Sloterdijk calls the EU a “post-imperial entity.” It is now confronted with the fact that the rest of the world has not yet buried its imperial aspirations. Even at the beginning of the millennium, it was said that Americans were “from Mars” and Europeans “from Venus.” Today, this difference, which Germany probably struggles with the most, is used in various metaphors in European debates. In France, the Darwinian linguistic image of European “vegetarians” is used; in danger of being eaten in a world of carnivores—a phrase already coined by Sigmar Gabriel as German foreign minister. EU foreign policy chief Josep Borrell was heavily criticized at the end of 2022 when he spoke of a European garden—and the jungle at Europe’s gates.
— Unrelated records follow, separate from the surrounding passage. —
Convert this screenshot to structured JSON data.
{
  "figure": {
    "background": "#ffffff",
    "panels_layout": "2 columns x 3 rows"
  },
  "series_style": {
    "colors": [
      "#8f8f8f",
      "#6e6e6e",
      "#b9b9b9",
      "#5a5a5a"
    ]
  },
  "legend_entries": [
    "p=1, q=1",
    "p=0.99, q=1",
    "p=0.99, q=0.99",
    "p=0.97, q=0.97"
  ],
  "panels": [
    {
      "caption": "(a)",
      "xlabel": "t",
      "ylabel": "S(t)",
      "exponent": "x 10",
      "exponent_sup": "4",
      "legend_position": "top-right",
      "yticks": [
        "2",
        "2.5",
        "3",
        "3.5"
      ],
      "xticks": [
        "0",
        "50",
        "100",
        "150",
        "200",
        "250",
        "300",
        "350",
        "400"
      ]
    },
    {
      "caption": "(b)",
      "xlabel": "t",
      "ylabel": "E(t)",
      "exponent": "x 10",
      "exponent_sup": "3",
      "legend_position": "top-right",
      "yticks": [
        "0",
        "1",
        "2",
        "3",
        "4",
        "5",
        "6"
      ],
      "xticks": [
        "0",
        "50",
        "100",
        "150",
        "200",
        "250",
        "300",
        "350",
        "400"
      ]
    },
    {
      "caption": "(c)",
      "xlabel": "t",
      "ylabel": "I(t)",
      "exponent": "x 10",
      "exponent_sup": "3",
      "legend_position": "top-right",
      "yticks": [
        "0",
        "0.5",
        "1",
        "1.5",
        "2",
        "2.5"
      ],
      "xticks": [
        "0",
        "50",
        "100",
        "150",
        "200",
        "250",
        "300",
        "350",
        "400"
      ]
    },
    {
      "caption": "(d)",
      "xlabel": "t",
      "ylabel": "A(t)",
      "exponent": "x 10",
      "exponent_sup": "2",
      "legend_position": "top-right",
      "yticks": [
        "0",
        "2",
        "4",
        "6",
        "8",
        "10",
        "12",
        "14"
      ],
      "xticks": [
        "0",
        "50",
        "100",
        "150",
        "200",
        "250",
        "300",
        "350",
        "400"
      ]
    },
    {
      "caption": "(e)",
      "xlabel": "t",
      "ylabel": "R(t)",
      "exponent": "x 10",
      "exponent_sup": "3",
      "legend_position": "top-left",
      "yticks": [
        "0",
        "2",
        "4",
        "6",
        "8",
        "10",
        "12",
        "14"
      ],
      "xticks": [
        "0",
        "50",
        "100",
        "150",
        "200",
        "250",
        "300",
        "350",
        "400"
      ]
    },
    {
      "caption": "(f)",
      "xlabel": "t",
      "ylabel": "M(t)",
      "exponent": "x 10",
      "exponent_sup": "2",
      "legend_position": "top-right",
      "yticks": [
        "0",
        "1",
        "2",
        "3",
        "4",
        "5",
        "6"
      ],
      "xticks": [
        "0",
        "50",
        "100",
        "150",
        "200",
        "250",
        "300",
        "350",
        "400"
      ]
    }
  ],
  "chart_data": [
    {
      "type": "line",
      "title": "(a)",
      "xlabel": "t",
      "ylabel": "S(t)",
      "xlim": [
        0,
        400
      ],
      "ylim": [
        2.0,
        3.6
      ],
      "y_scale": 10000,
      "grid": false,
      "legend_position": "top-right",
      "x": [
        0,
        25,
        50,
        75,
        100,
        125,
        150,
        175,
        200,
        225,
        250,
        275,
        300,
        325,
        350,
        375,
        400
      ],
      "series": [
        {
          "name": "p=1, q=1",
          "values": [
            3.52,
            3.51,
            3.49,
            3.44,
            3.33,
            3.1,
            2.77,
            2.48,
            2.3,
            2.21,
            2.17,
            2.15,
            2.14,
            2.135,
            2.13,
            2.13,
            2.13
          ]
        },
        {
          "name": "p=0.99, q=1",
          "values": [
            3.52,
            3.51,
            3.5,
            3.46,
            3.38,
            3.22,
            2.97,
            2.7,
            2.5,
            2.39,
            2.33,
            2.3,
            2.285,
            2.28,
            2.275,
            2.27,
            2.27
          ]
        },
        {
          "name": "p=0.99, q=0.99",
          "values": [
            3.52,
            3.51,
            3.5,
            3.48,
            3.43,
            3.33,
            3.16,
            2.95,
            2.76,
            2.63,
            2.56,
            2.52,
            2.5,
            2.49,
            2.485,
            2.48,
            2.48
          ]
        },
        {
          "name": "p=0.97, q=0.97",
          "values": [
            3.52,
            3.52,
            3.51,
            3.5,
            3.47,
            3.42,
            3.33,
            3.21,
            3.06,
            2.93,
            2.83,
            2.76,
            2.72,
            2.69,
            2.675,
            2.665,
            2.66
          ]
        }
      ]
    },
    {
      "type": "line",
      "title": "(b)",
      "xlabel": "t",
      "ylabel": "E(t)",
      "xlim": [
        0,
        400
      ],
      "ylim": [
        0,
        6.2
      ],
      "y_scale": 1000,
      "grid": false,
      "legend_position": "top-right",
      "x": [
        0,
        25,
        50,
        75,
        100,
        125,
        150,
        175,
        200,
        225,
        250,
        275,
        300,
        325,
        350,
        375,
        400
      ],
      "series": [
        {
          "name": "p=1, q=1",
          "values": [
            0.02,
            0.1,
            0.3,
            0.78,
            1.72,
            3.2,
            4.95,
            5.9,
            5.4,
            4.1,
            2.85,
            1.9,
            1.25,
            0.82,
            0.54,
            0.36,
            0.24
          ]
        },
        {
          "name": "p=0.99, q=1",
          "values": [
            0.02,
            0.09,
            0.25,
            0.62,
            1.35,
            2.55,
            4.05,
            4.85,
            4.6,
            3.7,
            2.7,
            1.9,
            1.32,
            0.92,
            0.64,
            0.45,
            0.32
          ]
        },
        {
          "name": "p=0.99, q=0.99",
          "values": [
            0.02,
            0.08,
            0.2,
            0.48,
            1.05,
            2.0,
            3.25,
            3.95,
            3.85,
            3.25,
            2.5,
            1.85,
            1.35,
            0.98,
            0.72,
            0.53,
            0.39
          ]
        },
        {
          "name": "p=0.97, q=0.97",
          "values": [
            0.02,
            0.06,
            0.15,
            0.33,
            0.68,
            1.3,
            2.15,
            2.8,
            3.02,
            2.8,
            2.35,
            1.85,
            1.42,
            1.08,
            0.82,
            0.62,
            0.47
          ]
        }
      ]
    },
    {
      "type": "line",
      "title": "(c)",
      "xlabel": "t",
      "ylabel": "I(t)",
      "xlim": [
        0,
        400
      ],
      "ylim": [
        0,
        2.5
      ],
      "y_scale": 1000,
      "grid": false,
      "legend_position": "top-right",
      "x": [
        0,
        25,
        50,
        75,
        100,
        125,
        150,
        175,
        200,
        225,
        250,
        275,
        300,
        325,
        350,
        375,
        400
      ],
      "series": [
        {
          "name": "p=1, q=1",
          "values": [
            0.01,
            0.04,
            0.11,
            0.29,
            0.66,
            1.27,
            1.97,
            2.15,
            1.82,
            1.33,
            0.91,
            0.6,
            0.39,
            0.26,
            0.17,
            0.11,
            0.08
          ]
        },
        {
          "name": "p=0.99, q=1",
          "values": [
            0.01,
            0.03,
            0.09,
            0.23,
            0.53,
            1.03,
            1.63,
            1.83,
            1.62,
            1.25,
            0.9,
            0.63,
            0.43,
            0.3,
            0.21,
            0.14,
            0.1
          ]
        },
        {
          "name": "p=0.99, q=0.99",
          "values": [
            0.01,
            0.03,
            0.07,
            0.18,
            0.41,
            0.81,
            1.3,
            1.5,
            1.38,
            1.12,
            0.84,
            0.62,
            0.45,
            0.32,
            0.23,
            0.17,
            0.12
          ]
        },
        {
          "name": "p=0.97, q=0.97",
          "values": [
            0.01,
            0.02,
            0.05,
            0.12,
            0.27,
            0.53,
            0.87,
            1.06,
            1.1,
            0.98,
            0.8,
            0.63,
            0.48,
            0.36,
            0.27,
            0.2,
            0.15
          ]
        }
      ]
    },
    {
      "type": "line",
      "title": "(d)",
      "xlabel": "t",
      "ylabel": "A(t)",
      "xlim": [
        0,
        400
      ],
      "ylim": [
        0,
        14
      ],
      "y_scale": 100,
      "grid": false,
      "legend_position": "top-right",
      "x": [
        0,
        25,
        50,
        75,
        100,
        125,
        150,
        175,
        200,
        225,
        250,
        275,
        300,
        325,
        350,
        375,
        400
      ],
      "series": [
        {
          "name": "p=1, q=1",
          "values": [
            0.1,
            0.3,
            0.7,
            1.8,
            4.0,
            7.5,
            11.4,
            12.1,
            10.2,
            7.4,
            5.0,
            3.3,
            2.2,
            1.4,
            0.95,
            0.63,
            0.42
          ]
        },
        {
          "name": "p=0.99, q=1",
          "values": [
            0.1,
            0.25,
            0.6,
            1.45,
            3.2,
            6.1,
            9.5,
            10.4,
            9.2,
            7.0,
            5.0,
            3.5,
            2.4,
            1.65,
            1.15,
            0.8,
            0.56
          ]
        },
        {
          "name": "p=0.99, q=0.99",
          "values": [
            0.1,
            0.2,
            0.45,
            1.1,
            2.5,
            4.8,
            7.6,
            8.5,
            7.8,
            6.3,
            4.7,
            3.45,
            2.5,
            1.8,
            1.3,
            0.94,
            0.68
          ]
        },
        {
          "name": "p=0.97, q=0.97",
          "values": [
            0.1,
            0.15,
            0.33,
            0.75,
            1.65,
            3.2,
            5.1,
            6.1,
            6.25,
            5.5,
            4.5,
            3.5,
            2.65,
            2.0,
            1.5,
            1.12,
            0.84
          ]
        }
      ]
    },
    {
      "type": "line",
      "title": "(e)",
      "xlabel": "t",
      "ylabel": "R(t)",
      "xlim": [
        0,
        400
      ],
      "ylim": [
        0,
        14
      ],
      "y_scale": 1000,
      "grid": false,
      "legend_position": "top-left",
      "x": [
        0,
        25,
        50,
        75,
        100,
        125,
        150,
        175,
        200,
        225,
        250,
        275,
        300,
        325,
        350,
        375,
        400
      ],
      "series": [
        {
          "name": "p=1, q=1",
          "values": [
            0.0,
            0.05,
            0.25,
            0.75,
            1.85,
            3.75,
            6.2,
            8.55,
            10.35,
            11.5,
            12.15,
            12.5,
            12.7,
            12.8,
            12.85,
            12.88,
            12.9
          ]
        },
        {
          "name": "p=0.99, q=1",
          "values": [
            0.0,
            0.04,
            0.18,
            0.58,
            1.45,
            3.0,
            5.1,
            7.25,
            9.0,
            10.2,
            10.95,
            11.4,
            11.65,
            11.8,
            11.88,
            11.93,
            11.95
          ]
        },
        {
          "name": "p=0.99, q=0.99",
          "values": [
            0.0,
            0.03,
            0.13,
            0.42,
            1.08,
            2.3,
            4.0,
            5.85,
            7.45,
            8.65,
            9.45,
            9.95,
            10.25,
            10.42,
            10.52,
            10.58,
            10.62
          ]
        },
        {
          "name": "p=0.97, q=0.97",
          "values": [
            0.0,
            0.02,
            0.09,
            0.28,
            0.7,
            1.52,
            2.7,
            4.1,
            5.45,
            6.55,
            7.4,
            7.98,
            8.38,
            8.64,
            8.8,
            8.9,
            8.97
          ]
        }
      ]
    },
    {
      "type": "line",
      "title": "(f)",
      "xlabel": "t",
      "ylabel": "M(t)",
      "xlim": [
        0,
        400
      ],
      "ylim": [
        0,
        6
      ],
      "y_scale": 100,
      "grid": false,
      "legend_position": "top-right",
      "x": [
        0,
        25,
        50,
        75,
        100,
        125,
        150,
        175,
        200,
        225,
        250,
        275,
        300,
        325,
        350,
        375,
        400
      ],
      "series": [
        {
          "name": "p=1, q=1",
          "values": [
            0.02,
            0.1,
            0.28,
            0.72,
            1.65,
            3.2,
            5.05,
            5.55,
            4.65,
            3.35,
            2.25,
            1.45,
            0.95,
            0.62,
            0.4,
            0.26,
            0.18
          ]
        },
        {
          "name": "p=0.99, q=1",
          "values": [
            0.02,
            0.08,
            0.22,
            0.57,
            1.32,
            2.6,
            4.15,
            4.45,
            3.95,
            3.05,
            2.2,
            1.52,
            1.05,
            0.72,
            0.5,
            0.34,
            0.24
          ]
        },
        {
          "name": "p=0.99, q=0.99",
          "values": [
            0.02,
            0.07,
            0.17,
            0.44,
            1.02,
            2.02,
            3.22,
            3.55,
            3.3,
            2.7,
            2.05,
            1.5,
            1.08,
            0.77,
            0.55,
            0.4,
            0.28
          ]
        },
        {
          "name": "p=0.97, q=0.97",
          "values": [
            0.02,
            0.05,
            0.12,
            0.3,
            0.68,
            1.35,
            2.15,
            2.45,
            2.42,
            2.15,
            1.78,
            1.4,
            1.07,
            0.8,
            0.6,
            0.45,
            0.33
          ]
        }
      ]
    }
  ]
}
Time is now pressing for the Europeans, also because skepticism has long since spread within their ranks. In the European elections, parties that derive their own reform agenda from the supposed naivety of the EU have made gains. They give the impression that they have a clear idea of what needs to change for the states of Europe to “regain control:” regarding climate policy, immigration policy, and the European unification process. Their promises seem to appeal to many young people, especially young men. 

It is possible that France will soon be governed by a prime minister from the far-right Rassemblement National. President Macron’s decision on June 9, in response to the devastating result for his party in the European Parliament election, to dissolve the National Assembly and hold a snap election was a desperate attempt at reversing the trend toward Europeans retreating to the nation-state. If it’s not already too late, it is thus high time to give a new generation long-term European goals and a common task, creating an EU that can protect its citizens in the world of tomorrow. Germany and France must lead the way.

Jacob Ross is Research Fellow for France and Franco-German relations at the German Council on Foreign Relations (DGAP).